I have a python fuse project based on the Xmp example in the fuse documentation. I have included a small piece of the code to show how this works. For some reason get_file does get called and the class gets created, but instead of fuse calling .read() on the class from get_file (file_class) fuse keeps calling Dstorage.read() which defeats the purpose in moving the read function out of that class.

class Dstorage(Fuse, Distributor):
    def get_file(self, server, path, flags, *mode):
        pass
        # This does some work and passes back an instance of
        # a class very similar to XmpFile

    def main(self, *a, **kw):
        self.file_class = self.get_file
        return Fuse.main(self, *a, **kw)

I have my code hosted on launchpad, you can download it with this command.
bzr co https://code.launchpad.net/~asa-ayers/+junk/dstorage
bzr branch lp:~asa-ayers/dstorage/trunk

solution:
I used a proxy class that subclasses the one I needed and in the constructor I get the instance of the class I need and overwrite all of the proxy's methods to simply call the instance methods.

+1  A: 

Looking at the code of the Fuse class (which is a maze of twisty little passages creating method proxies), I see this bit (which is a closure used to create a setter inside Fuse.MethodProxy._add_class_type, line 865):

        def setter(self, xcls):

            setattr(self, type + '_class', xcls)

            for m in inits:
                self.mdic[m] = xcls

            for m in proxied:
                if hasattr(xcls, m):
                    self.mdic[m] = self.proxyclass(m)

When you do self.file_class = self.get_file, this gets called with self.get_file, which is a bound method.

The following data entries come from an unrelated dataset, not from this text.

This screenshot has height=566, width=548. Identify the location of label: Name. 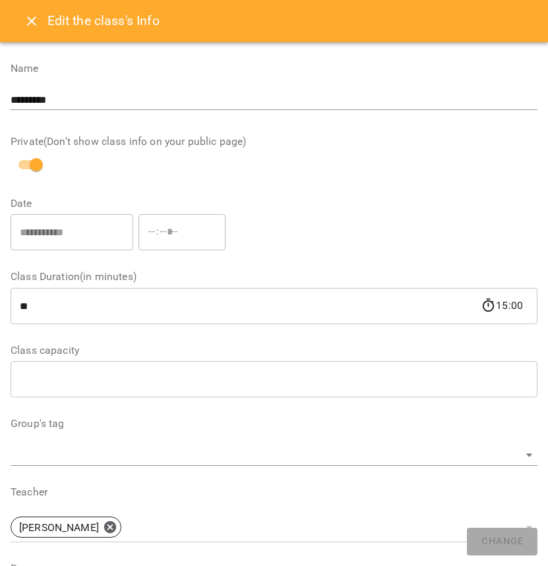
(274, 69).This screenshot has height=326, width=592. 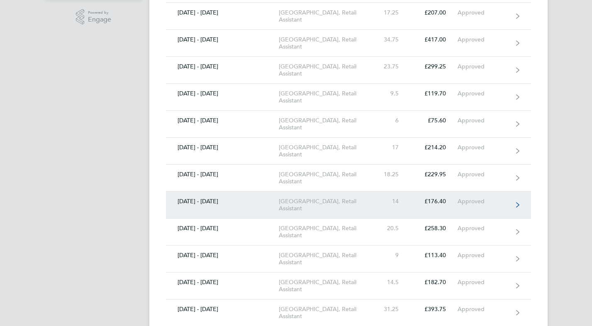 I want to click on div: £119.70, so click(x=434, y=93).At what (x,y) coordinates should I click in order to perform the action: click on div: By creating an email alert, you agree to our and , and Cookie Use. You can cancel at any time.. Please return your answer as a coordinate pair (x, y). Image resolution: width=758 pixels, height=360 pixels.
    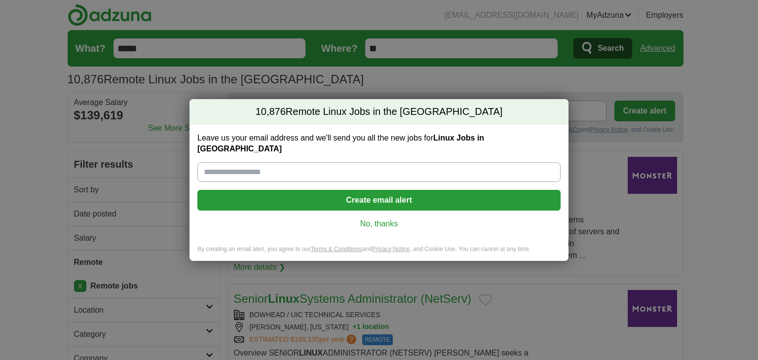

The loop over proxied attributes is expecting to be able to get the attributes off the class you set, to put them into its mdic proxy dictionary after wrapping them, but they aren't there, because it's a bound method, rather than a class. Since it can't find them, it reverts to calling them on Dstorage.

So, long story short, you can't use a callable that returns an instance (kind of a pseudo-class) instead of a class here, because Fuse is introspecting the object that you set to find the methods it should call.

You need to assign a class to file_class - if you need to refer back to the parent instance, you can use the nested class trick they show in the docs.